Oh, boy. Best pull all the lies out of the darkness and lay them all out in the sun to be examined.
I take a shaky breath. “I’ve been taking care of Jo since she was a month old. My sister abandoned her the week you left.”
Pat’s face shifts as he realizes what the timing means. “But that time I called,” he says slowly. “You said you were in Europe.”
I nod slowly. “I did say that.”
The memory of his phone call is painfully etched inside my skull. I had not been in Europe. I’d been standing at the kitchen sink, washing bottles, the sour smell of formula mixing with the bright clean lemon of dish soap. When my phone rang, I was so exhausted, I didn’t even look at the caller ID.

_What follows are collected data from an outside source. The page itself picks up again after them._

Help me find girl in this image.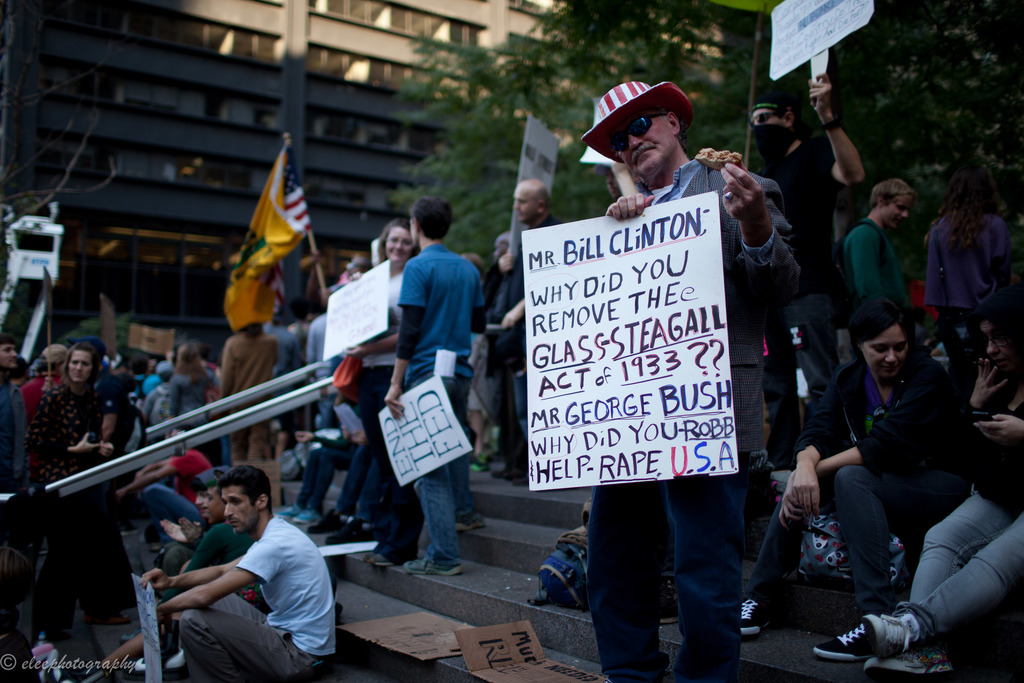
Found it: box(24, 339, 116, 623).
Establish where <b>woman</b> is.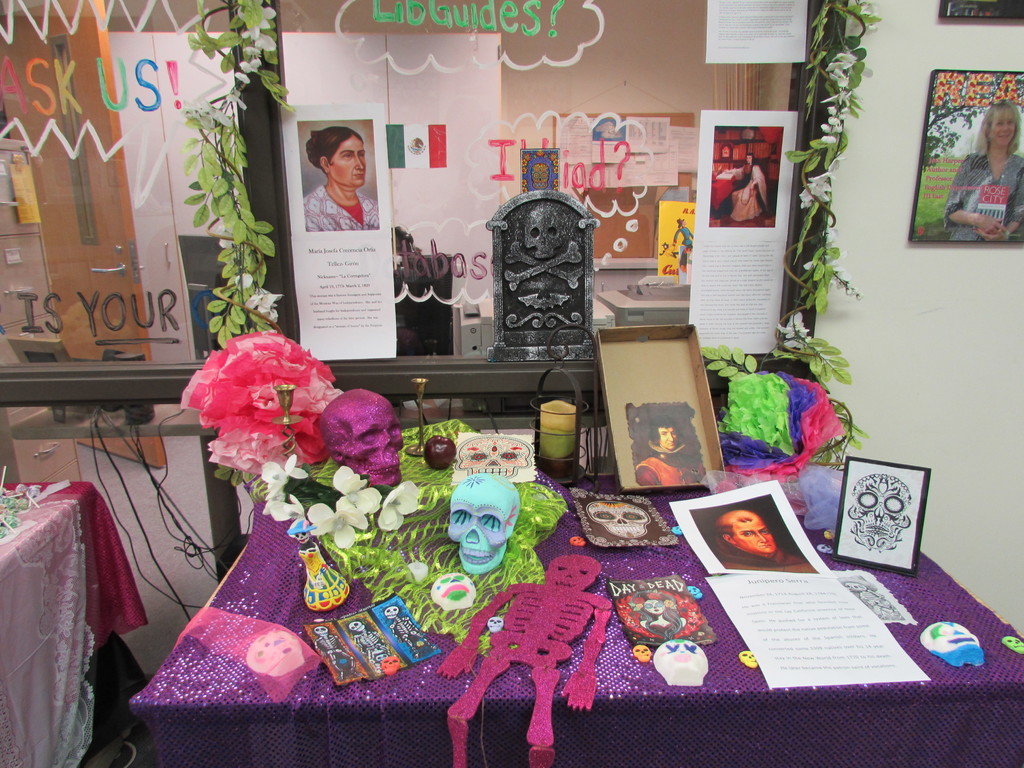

I heard Pat’s voice, and I almost dropped my phone in the sink.
He’d been at a club or bar—I could hardly hear him over the thumping bass and sound of voices. I didn’t know why he was calling when he couldn’t have been bothered to so much as text me the night he ditched me without saying goodbye.

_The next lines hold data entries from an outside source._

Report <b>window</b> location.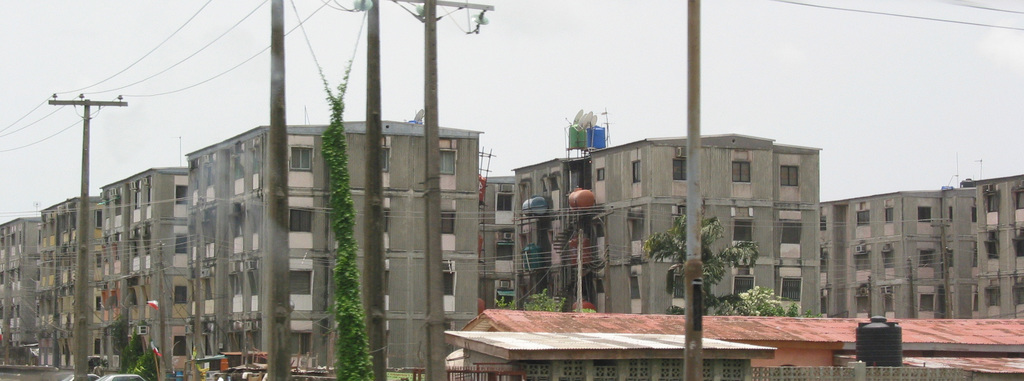
Report: 883:293:895:314.
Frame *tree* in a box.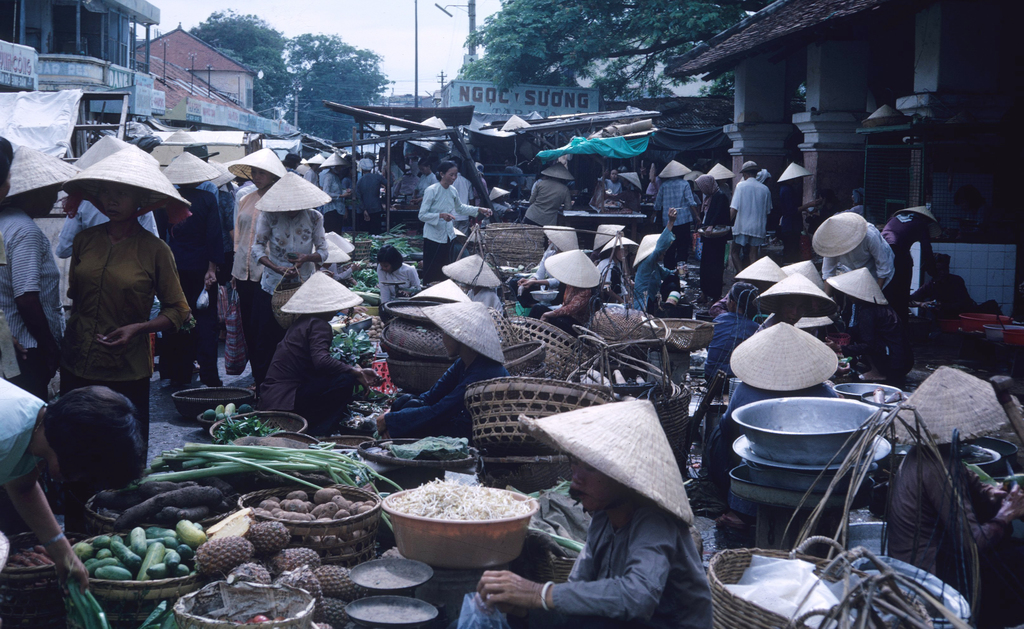
box=[282, 21, 399, 138].
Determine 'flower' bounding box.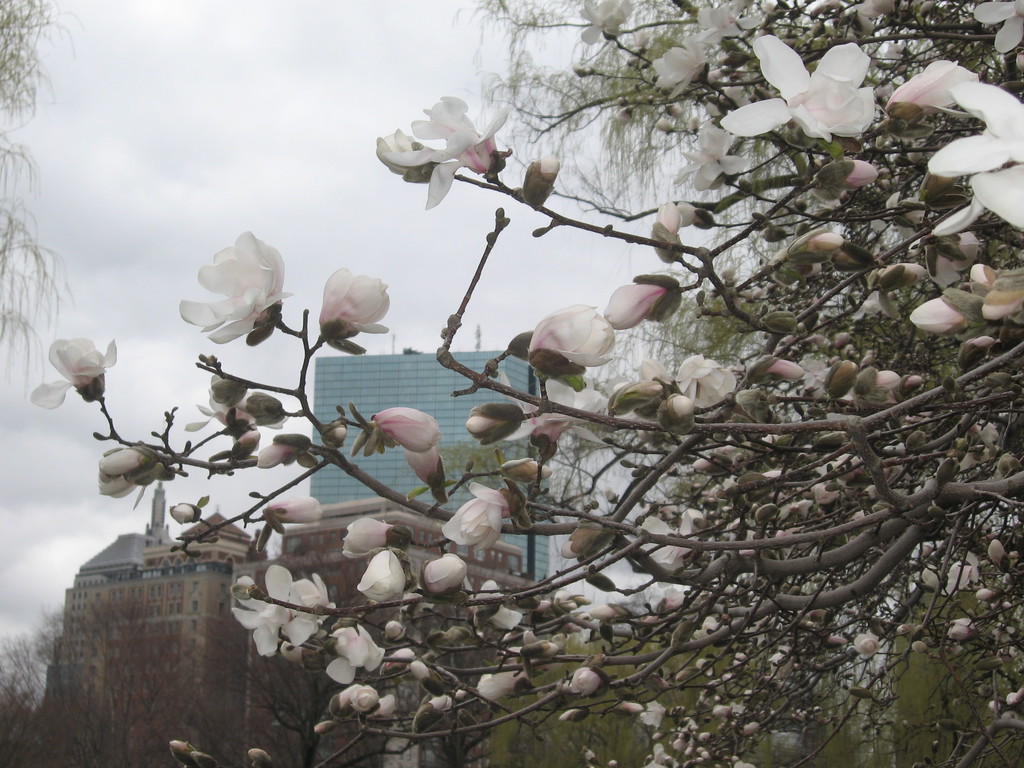
Determined: <region>248, 744, 268, 764</region>.
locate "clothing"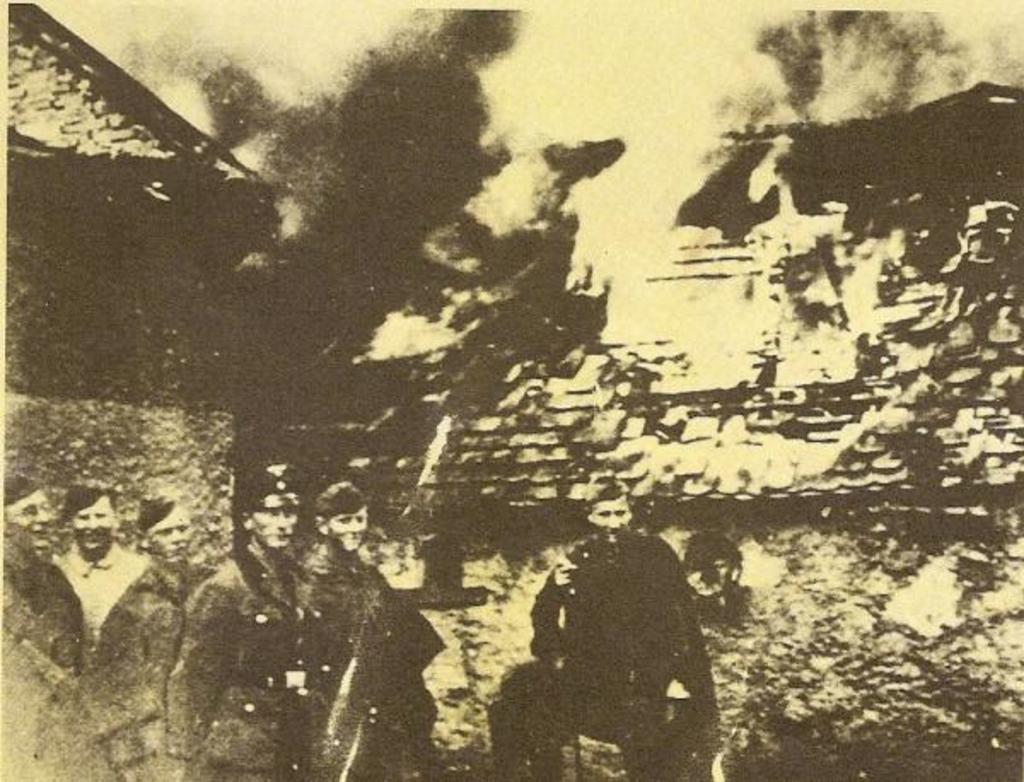
538/541/722/780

“I just wanted to catch up!” he said, practically shouting into the phone. “How are you, Lindybird?”
He wants to catch up? How am I?
In the window above the sink, I caught sight of myself. Lank hair, falling out of the same ponytail I’d worn for days. I had dark shadows under my eyes and hollows in my cheeks. The stained shirt I wore had spit-up in so many places it seemed silly to wash it and change into something clean. That had been the week the dryer broke.
It’s still broken. And so am I.
Before I could find words, I heard another woman saying Pat’s name, asking him to buy her another drink. Her voice was clear enough for me to know she was right there, probably pressed against him, her lips near his ear and—
I snapped. Lie after lie poured from my mouth about cities I’d seen, places I’d stayed, how wonderful it was being free and unattached. Tears poured down my face to match the lies streaming out. Lying was a way to shove Pat out of my life and slam the door behind him. I couldn’t have him calling me up when he wanted, breaking my heart all over again.

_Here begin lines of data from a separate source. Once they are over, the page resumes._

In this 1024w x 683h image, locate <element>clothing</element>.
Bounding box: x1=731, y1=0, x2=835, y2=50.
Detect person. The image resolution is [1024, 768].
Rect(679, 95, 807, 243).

And then I heard Jo stirring through the baby monitor on the counter. I told Pat I had to go and hung up without waiting for a response. I went up to feed Jo, diving back into what had become my routine, hoping to forget about the man I’d loved.
Now, as understanding washes over Pat, I can see him fighting to contain his hurt and anger. I expect an explosion, but he holds it all behind the tightness of his jaw, the pinch of his forehead.
Pat has changed, or maybe he’s simply matured. Restraint was never his strong suit. What he felt bubbled out of him like an underground spring, unrestrained and uncontained.
“Did you ever go to Europe?” he asks.
“Raising a kid and taking care of Mama changed all my plans.” It changed me. Sometimes I think for the better, but it’s really hard to say.